Page 117 of Lady of the Lake

Godfrey, one of Tarquin’s golden boys, is driving Darius back. Cornering him against a wall, Godfrey raises his sword for the kill.

I dart forward and sink my dagger into Godfrey’s throat. I rip it out again, and blood spurts from his neck.

I hear Serana shout in pain. Turning, I throw my dagger at her attacker, and it sinks into his shoulder.

Serana is still going. She swings hard, severing his bicep. He screams, staggering backward.He manages to block her next swing and raises his mace again. She slams her axe into his skull and rips it out again.

She turns to me with a smile, and for a moment—one heartbeat—I smile back.

A bolt shatters everything in the next second. A thud, sharp and sickening, and a crossbow bolt slams into Serana’s throat. Time slows. Horror wraps around me, freezing me like an icestorm. I can’t think straight. I can’t take in what I’m seeing. Thiscan’tbe happening.

Serana topples backward, her eyes wide with shock. I lunge to catch her, my mind screaming in horror.

Shaking, I raise my eyes to see Tarquin with the crossbow in the corridor, a furious expression on his face.

“You mongrel animals,” he snarls. Ten feet away, he loads another bolt.

Serana lies in my arms, her mouth opening and closing. A drop of blood slides from her lips.

“Hang in there, Serana,” I tell her in a quavering voice. “You’ll be fine.

But it’s a lie. Her light is already fading, and something inside me is dying with it.

Tarquin raises his crossbow again, his hands steady. He’s aiming it directly at me.

But as the arrow flies, Talan twists faster than I can think. His blade splinters the bolt in midair, cracking it like lightning. He whirls, already blocking another sword strike.

Tarquin says something I can’t hear over the furious roaring in my skull.

Morgan’s voice rises inside me, venomous and regal.Kill him.

I get to my feet and rush toward him like a storm wind over the water. The world narrows to my pure, lethal hatred of Tarquin, and I crash into him like a tidal wave.

We fall hard on the floor, and he struggles against me, spitting curses.

Mongrel. Mongrel. Mongrel.

I grab his hair and slam his skull into the stone—once, twice, a third time, until something gives with a sound like cracking wood and he’s still.

I slump back, soaked in blood, staring at this useless, broken thing before me. He was always useless and broken, empty under the surface. I just preserved him in his natural state.

I catch my breath, and my eyes blur. I’ll never find anyone like Serana again—the fiercest, bravest soul I ever met, killed by this little inbred coward.

I turn to the others, ready to kill again, but?—

It’s over.

Talan and Raphael stand with a pile of dead knights at their feet, a crimson pool around them.

I sink down beside Serana’s body, my grief as jagged and sharp as craggy stones. I feel carved open. Tana is holding Serana’s hand, and she’s sobbing.

“We need to bury her,” I whisper. “Somewhere quiet. Somewhere beautiful.”

“Darius and I will do it,” Tana says, her voice breaking. “You take the virus. Keep going.”

“I should be there.”

Tana wipes her cheek. “Don’t let her die for nothing. End this.”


WHAT IS NEEDED: Find and copy each line of the listing below that has the word "mass" in it.

DATA LISTING:
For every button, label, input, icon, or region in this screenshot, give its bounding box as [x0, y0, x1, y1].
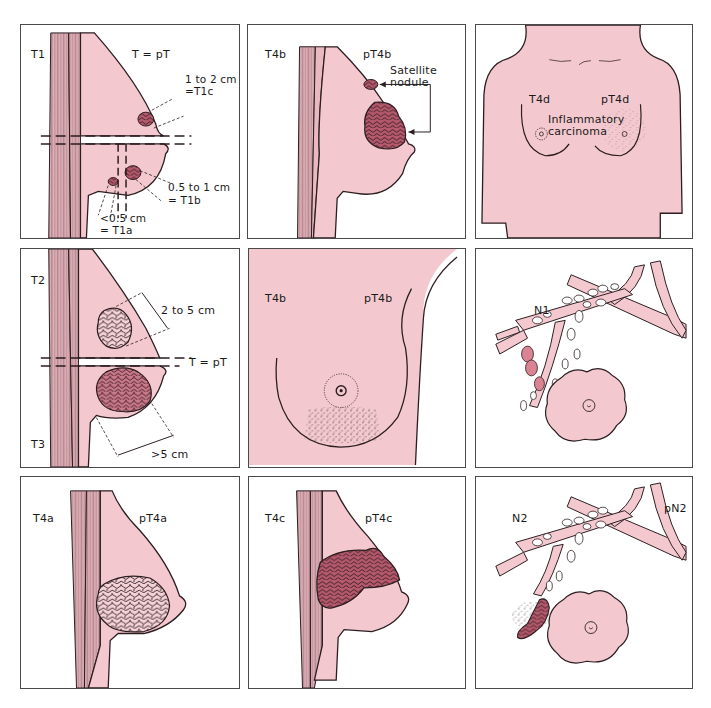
- panel-n1: N1: [475, 248, 693, 468]
- primary-tumor: [365, 102, 406, 149]
- stage-label-t3: T3: [31, 439, 45, 451]
- n1-lymph-node-illustration: [476, 249, 692, 467]
- equivalence-label: T = pT: [132, 49, 170, 61]
- annotation-line2: carcinoma: [548, 126, 607, 138]
- t4b-skin-frontal-illustration: [249, 249, 465, 467]
- t4c-illustration: [249, 477, 465, 688]
- breast-mass: [548, 591, 629, 663]
- t1c-size-label: 1 to 2 cm: [185, 74, 237, 86]
- equivalence-label: T = pT: [189, 357, 227, 369]
- annotation-line2: nodule: [390, 77, 429, 89]
- stage-label: T1: [31, 49, 45, 61]
- breast-mass: [546, 369, 627, 441]
- stage-label: T4b: [265, 49, 286, 61]
- panel-t4d: T4d pT4d Inflammatory carcinoma: [475, 24, 693, 239]
- stage-label: N1: [534, 305, 550, 317]
- tumor-t1c: [138, 112, 154, 126]
- panel-t2-t3: T2 T3 T = pT 2 to 5 cm >5 cm: [20, 248, 240, 468]
- stage-label: T4a: [33, 513, 54, 525]
- t2-size-label: 2 to 5 cm: [161, 305, 215, 317]
- t1a-code-label: = T1a: [100, 225, 133, 237]
- panel-t4b-satellite: T4b pT4b Satellite nodule: [247, 24, 466, 239]
- pathologic-label: pN2: [664, 503, 687, 515]
- pathologic-label: pT4b: [364, 293, 392, 305]
- tumor-t2: [97, 308, 131, 348]
- pathologic-label: pT4d: [601, 94, 629, 106]
- t1a-size-label: <0.5 cm: [100, 213, 146, 225]
- involved-nodes: [522, 346, 545, 391]
- stage-label-t2: T2: [31, 275, 45, 287]
- t1b-size-label: 0.5 to 1 cm: [168, 182, 230, 194]
- peau-dorange-area: [304, 407, 381, 444]
- stage-label: N2: [512, 513, 528, 525]
- n2-lymph-node-illustration: [476, 477, 692, 688]
- t1c-code-label: =T1c: [185, 86, 213, 98]
- t1-breast-sagittal-illustration: [21, 25, 239, 238]
- pathologic-label: pT4c: [365, 513, 393, 525]
- tumor-t1b: [125, 166, 141, 180]
- t4a-chest-wall-illustration: [21, 477, 239, 688]
- stage-label: T4c: [265, 513, 285, 525]
- tumor-chest-wall: [97, 576, 170, 632]
- panel-t1: T1 T = pT 1 to 2 cm =T1c 0.5 to 1 cm = T…: [20, 24, 240, 239]
- t1b-code-label: = T1b: [168, 195, 201, 207]
- panel-t4a: T4a pT4a: [20, 476, 240, 689]
- satellite-nodule: [364, 79, 378, 89]
- stage-label: T4b: [265, 293, 286, 305]
- panel-t4c: T4c pT4c: [248, 476, 466, 689]
- stage-label: T4d: [529, 94, 550, 106]
- pathologic-label: pT4a: [139, 513, 167, 525]
- t3-size-label: >5 cm: [151, 449, 188, 461]
- pathologic-label: pT4b: [363, 49, 391, 61]
- panel-n2: N2 pN2: [475, 476, 693, 689]
- tumor-t1a: [108, 178, 118, 186]
- panel-t4b-skin: T4b pT4b: [248, 248, 466, 468]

RESPONSE TO THE EXERCISE:
- breast-mass: [548, 591, 629, 663]
- breast-mass: [546, 369, 627, 441]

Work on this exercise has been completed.